→ What this task involves
All that should be output is the block of lines below from the line with "is (2483, 1208)." to the line with "This screenshot has height=309, width=549.", both included, exactly as written.

● ● ● ● ●

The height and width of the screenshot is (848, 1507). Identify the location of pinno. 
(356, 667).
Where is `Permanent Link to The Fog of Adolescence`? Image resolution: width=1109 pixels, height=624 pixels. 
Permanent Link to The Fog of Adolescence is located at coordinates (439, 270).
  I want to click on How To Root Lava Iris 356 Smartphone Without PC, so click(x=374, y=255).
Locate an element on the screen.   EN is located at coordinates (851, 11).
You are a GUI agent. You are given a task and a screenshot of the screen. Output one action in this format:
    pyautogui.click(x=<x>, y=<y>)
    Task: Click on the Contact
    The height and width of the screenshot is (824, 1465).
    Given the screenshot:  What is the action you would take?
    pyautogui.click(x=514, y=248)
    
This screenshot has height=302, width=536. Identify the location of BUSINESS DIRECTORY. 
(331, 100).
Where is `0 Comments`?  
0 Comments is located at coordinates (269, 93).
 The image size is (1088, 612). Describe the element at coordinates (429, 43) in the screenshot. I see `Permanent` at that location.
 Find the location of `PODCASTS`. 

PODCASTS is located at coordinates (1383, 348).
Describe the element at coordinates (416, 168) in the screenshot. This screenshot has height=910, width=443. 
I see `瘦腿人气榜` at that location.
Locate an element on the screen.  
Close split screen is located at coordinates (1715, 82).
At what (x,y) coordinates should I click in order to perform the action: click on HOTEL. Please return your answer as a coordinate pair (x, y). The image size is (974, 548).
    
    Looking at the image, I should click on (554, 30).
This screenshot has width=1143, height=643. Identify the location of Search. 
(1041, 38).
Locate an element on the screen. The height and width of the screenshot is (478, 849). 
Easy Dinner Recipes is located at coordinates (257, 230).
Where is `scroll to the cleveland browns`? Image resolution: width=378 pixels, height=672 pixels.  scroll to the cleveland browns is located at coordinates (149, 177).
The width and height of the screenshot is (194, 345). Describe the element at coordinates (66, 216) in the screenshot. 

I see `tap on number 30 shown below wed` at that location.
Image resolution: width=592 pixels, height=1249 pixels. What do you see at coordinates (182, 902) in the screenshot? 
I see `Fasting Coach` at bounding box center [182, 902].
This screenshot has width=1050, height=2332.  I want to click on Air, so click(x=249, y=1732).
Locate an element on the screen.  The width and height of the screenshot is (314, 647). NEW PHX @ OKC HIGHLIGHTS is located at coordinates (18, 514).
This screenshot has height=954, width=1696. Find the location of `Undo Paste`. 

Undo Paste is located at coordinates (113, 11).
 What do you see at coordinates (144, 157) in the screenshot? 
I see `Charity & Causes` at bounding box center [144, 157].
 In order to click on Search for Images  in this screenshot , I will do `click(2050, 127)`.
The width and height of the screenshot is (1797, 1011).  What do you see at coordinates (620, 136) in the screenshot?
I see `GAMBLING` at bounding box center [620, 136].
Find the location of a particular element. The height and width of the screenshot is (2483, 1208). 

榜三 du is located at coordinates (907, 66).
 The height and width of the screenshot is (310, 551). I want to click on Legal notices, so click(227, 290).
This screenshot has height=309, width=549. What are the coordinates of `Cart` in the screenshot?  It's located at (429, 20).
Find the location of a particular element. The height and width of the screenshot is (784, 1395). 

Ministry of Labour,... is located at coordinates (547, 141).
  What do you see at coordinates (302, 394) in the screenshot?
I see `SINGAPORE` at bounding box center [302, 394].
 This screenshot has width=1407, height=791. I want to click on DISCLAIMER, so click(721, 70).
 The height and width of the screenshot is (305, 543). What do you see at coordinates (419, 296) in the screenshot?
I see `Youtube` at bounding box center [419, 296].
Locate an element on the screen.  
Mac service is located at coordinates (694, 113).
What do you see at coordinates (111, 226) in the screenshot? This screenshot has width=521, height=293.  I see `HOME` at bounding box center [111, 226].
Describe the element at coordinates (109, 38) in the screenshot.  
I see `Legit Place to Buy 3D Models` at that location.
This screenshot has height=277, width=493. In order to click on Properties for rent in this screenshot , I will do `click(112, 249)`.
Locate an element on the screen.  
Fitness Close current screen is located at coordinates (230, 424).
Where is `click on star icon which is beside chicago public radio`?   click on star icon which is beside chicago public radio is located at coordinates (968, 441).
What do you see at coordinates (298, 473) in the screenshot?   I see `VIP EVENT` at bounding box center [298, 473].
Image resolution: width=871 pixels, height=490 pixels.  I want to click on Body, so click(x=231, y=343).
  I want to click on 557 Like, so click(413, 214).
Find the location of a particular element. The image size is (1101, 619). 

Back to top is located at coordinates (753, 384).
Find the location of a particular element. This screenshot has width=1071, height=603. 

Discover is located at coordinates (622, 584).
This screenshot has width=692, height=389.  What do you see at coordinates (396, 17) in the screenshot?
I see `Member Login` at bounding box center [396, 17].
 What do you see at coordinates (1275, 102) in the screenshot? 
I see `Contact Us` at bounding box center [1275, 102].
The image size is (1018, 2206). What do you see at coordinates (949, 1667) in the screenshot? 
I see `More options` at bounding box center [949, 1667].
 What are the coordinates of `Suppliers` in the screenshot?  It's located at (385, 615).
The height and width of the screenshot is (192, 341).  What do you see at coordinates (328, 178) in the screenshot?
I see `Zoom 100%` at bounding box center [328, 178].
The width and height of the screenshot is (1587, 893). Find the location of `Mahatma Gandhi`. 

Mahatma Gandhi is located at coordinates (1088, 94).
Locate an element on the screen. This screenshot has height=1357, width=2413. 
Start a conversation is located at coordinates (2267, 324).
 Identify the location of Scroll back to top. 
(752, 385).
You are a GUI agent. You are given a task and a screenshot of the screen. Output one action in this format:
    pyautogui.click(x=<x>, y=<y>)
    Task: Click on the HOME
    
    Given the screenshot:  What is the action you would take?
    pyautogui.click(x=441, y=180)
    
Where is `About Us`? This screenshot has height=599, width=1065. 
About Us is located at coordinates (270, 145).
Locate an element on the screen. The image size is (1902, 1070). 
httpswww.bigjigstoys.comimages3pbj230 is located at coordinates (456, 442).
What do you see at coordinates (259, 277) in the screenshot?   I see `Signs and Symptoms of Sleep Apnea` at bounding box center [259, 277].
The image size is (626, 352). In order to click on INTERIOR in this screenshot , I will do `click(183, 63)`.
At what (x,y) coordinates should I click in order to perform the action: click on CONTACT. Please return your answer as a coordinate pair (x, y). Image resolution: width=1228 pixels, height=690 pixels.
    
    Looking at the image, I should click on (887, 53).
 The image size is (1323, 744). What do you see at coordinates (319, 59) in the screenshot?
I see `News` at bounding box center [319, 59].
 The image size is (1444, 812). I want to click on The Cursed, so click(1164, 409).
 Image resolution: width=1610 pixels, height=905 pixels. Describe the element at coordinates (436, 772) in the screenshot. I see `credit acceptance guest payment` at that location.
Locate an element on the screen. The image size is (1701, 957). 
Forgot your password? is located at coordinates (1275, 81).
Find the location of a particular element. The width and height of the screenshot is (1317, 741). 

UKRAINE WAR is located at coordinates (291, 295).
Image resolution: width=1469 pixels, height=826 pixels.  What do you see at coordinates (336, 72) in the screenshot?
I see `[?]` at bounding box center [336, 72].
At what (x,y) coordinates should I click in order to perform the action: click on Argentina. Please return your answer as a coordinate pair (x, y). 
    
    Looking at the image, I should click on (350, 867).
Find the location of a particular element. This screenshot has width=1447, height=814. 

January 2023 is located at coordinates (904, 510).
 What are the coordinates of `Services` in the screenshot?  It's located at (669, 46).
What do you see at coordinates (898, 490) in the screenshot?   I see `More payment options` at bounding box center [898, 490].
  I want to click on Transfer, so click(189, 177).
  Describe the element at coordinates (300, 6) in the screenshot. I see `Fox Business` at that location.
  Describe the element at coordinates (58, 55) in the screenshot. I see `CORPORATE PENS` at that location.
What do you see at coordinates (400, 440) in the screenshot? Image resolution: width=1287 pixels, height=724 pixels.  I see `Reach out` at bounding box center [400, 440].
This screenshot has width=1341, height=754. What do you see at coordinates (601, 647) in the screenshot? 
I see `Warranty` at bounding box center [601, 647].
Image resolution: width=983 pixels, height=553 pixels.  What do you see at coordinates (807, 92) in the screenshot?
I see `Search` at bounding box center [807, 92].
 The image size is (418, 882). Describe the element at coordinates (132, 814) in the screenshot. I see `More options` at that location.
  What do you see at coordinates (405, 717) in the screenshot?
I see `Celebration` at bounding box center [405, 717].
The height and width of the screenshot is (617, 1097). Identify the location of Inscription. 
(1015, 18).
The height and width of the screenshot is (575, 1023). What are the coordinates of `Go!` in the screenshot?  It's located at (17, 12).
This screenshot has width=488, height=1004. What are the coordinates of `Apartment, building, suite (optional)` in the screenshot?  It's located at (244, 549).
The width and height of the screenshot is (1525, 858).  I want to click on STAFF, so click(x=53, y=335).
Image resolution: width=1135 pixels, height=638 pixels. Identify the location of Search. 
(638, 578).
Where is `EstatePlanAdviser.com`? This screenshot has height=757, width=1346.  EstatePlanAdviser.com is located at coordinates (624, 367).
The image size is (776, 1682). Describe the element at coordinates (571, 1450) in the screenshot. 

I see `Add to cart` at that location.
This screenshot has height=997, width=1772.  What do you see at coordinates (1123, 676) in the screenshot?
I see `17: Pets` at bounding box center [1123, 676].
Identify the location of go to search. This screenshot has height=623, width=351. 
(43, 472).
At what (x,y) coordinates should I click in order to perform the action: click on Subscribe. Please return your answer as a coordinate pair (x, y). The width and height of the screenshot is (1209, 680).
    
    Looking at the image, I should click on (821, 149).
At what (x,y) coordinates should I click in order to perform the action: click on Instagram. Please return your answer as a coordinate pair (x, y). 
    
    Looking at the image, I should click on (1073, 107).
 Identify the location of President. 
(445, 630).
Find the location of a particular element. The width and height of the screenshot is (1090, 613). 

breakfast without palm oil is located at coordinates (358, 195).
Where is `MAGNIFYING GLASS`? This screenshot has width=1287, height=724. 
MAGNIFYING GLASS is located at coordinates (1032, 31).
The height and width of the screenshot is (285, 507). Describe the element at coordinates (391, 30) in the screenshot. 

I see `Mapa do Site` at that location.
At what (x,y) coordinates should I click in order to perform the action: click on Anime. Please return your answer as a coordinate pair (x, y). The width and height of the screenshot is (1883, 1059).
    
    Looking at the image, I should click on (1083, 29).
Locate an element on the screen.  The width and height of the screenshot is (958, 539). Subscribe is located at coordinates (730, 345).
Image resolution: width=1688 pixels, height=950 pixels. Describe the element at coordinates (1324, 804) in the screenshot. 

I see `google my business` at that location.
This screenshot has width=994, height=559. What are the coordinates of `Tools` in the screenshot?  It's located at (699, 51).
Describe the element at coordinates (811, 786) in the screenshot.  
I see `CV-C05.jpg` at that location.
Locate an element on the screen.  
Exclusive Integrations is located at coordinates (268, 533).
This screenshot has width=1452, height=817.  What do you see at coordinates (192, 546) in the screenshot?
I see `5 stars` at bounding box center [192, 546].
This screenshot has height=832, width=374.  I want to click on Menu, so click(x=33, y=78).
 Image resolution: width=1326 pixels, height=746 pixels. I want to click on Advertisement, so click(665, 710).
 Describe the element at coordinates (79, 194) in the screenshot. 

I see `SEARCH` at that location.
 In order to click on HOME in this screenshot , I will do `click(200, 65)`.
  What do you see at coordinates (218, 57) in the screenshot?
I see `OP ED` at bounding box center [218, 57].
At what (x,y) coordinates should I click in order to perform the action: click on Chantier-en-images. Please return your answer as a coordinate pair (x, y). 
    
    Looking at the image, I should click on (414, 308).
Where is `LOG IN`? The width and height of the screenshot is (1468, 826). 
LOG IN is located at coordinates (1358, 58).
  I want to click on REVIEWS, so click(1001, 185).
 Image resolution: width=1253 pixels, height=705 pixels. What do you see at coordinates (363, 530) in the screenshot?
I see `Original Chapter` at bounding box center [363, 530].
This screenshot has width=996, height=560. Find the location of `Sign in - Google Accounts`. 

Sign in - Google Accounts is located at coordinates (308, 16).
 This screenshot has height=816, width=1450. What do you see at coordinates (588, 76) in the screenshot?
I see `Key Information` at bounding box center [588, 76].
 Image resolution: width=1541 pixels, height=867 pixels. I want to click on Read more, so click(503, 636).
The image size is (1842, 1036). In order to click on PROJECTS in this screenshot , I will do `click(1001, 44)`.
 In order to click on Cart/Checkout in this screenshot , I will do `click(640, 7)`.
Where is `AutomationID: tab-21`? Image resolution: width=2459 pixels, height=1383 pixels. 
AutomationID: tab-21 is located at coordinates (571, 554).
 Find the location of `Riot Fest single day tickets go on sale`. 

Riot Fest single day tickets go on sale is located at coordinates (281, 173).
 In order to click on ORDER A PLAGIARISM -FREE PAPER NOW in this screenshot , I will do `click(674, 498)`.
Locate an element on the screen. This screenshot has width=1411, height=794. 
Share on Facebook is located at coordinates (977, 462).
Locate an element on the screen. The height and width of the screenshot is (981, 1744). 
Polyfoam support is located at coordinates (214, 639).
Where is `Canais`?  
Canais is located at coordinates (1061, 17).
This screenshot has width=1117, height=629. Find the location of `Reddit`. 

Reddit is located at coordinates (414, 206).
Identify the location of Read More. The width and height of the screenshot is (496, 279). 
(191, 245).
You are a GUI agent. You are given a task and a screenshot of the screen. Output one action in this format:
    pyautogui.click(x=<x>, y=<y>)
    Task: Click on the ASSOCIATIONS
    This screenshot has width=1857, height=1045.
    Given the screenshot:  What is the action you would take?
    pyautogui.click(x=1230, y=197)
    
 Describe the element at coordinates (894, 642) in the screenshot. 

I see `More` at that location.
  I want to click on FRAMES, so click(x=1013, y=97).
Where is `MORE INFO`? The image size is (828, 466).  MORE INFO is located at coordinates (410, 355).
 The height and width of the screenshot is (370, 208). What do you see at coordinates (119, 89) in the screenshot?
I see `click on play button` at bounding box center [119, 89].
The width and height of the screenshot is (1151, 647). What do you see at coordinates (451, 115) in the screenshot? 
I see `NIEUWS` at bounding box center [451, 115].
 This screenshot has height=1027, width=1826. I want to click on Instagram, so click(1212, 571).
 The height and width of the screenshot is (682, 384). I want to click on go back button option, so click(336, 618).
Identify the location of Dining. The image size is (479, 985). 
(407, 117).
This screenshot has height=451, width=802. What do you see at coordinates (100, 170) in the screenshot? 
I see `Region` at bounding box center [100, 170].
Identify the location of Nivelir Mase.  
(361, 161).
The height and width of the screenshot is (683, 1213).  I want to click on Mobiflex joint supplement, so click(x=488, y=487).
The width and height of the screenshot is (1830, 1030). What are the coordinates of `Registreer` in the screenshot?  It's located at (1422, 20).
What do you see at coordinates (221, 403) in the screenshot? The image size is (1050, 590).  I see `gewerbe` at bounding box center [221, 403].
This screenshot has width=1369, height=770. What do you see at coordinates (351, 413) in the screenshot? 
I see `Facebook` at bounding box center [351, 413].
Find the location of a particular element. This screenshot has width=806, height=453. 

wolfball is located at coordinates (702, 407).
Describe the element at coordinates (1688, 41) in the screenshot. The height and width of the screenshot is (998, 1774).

● ● ● ● ●

→ Written solution
Find the location of a particular element. The height and width of the screenshot is (2483, 1208). 

榜三 du is located at coordinates (907, 66).
 The height and width of the screenshot is (310, 551). I want to click on Legal notices, so click(227, 290).
This screenshot has height=309, width=549. What are the coordinates of `Cart` in the screenshot?  It's located at (429, 20).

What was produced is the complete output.